Peter MacAulay sits down to write his will. The process sets in motion a compulsive series of reflections: a history of his own lifetime and a subjective account of how key events in the post-war world filter through to his home, Stornoway. He reveals his passions for history, engines and fish, and witnesses changing times - and things that don't change - in the Hebrides.
The novel is driven by its idiosyncratic narrator, but with counterpoints from people he engages with - his father, mother, wife, daughter, friends. It's all about stories, a litany of small histories witnessed during one very individual lifetime.
Ian Stephen is a writer, storyteller, artist and sailor from the Isle of Lewis in the Outer Hebrides. He studied English, Drama and Education at the University of Aberdeen. His prose, poetry and drama has been published around the world and garnered several awards, including the Robert Louis Stevenson Award. He was the first artist-in-residence at StAnza, Scotland’s annual poetry festival. He is the author of Living at the Edge (1982), a book of short stories, and Malin, Hebrides, Minches (1983), a collection of poems.
How ridiculous of me to give this book four stars when I haven't anything like finished it. But I can tell that this book celebrates language, and the telling of a good tale. I'm not in the market for a long immersive read at the moment, but I know I will come back to this book.
A quintessential book of the Western highlands of Scotland, uniquely isle of Lewis. Really impossible to not fall in love with this man’s mind. Simple, poignant, intelligent, funny, erudite, insightful, intermate, economical. Highly recommend. Should be compulsory reading for all incoming strangers moving to the islands.
I battled on for 186 pages before admitting defeat. I couldn't get interested in the characters, the subject matter is better-suited to someone who likes and understands fishing, and the constant transition between past and future - which incidentally I don't usually have any issue with - confused me to the point that I didn't even know who the narrator was talking about much of the time. Hate to quit on a book, but I had to this time.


**WHAT THE TASK REQUIRES**
Gather all lines in the entries that include the word "Next".
++++++
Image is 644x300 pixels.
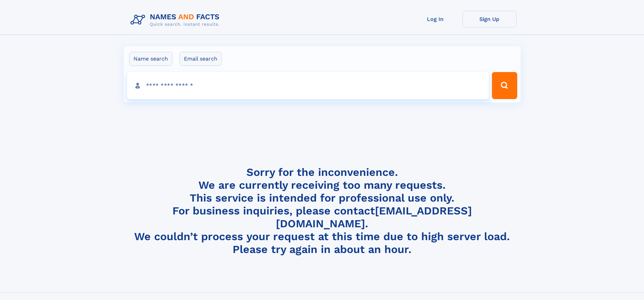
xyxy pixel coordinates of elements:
[408,11,462,27] a: Log In
[491,72,517,99] button: Search Button
[127,11,225,29] img: Logo Names and Facts
[127,166,517,256] h4: Sorry for the inconvenience. We are currently receiving too many requests. This service is intend...
[462,11,517,27] a: Sign Up
[179,52,222,66] label: Email search
[276,205,472,230] a: [EMAIL_ADDRESS][DOMAIN_NAME]
[127,72,489,99] input: search input
[129,52,172,66] label: Name search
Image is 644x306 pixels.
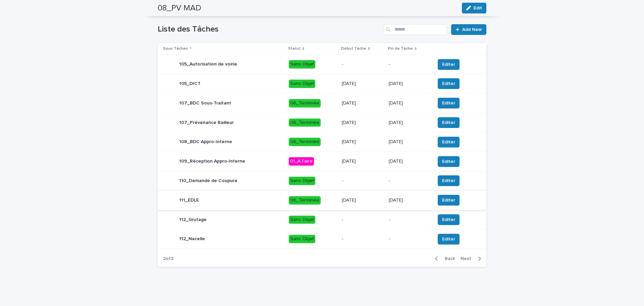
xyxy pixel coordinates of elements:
h2: 08_PV MAD [158,3,201,13]
div: 06_Terminée [289,99,321,108]
div: 06_Terminée [289,196,321,205]
p: Fin de Tâche [388,45,413,53]
p: - [389,217,430,223]
tr: 112_GrutageSans Objet--Editer [158,210,487,229]
div: Sans Objet [289,234,315,243]
button: Editer [438,117,460,128]
tr: 107_Prévenance Bailleur06_Terminée[DATE][DATE]Editer [158,113,487,132]
p: 2 of 3 [158,250,179,267]
p: [DATE] [342,120,384,126]
span: Add New [462,27,482,32]
span: Editer [442,80,455,87]
span: Next [461,256,475,261]
div: 06_Terminée [289,138,321,146]
tr: 105_Autorisation de voirieSans Objet--Editer [158,55,487,74]
div: Sans Objet [289,177,315,185]
tr: 107_BDC Sous-Traitant06_Terminée[DATE][DATE]Editer [158,93,487,113]
p: 108_BDC Appro-Interne [179,139,232,145]
span: Back [441,256,455,261]
p: [DATE] [389,139,430,145]
input: Search [384,24,447,35]
p: [DATE] [342,139,384,145]
p: 105_DICT [179,81,201,86]
p: [DATE] [389,197,430,203]
p: 110_Demande de Coupure [179,178,237,183]
tr: 105_DICTSans Objet[DATE][DATE]Editer [158,74,487,94]
span: Editer [442,158,455,165]
button: Editer [438,59,460,70]
button: Next [458,256,487,261]
button: Editer [438,195,460,205]
div: Sans Objet [289,60,315,68]
tr: 110_Demande de CoupureSans Objet--Editer [158,171,487,190]
p: 107_BDC Sous-Traitant [179,100,231,106]
p: - [342,178,384,183]
p: - [389,236,430,242]
button: Editer [438,175,460,186]
span: Editer [442,61,455,68]
p: [DATE] [389,100,430,106]
p: [DATE] [342,159,384,164]
p: Sous Tâches [163,45,188,53]
div: 01_A Faire [289,157,314,165]
p: [DATE] [342,81,384,86]
button: Edit [462,3,487,13]
span: Editer [442,119,455,126]
p: - [389,178,430,183]
p: 112_Grutage [179,217,207,223]
p: 109_Réception Appro-Interne [179,159,245,164]
p: [DATE] [342,197,384,203]
button: Back [430,256,458,261]
p: - [342,217,384,223]
span: Edit [474,6,482,11]
button: Editer [438,214,460,225]
p: - [342,62,384,67]
p: - [342,236,384,242]
p: 105_Autorisation de voirie [179,62,237,67]
button: Editer [438,98,460,108]
span: Editer [442,197,455,204]
span: Editer [442,100,455,107]
span: Editer [442,235,455,242]
div: Sans Objet [289,80,315,88]
tr: 112_NacelleSans Objet--Editer [158,229,487,249]
div: Sans Objet [289,215,315,224]
p: 112_Nacelle [179,236,205,242]
button: Editer [438,137,460,147]
div: 06_Terminée [289,118,321,127]
span: Editer [442,177,455,184]
tr: 111_EDLE06_Terminée[DATE][DATE]Editer [158,190,487,210]
h1: Liste des Tâches [158,24,381,34]
p: [DATE] [389,159,430,164]
button: Editer [438,78,460,89]
p: [DATE] [389,120,430,126]
a: Add New [451,24,487,35]
p: 107_Prévenance Bailleur [179,120,234,126]
p: [DATE] [342,100,384,106]
tr: 108_BDC Appro-Interne06_Terminée[DATE][DATE]Editer [158,132,487,152]
p: Début Tâche [341,45,366,53]
p: 111_EDLE [179,197,199,203]
p: - [389,62,430,67]
tr: 109_Réception Appro-Interne01_A Faire[DATE][DATE]Editer [158,152,487,171]
span: Editer [442,138,455,145]
p: Statut [288,45,301,53]
p: [DATE] [389,81,430,86]
button: Editer [438,156,460,167]
button: Editer [438,234,460,244]
span: Editer [442,216,455,223]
++++++
**WRITTEN REPLY**
span: Next [461,256,475,261]
button: Next [458,256,487,261]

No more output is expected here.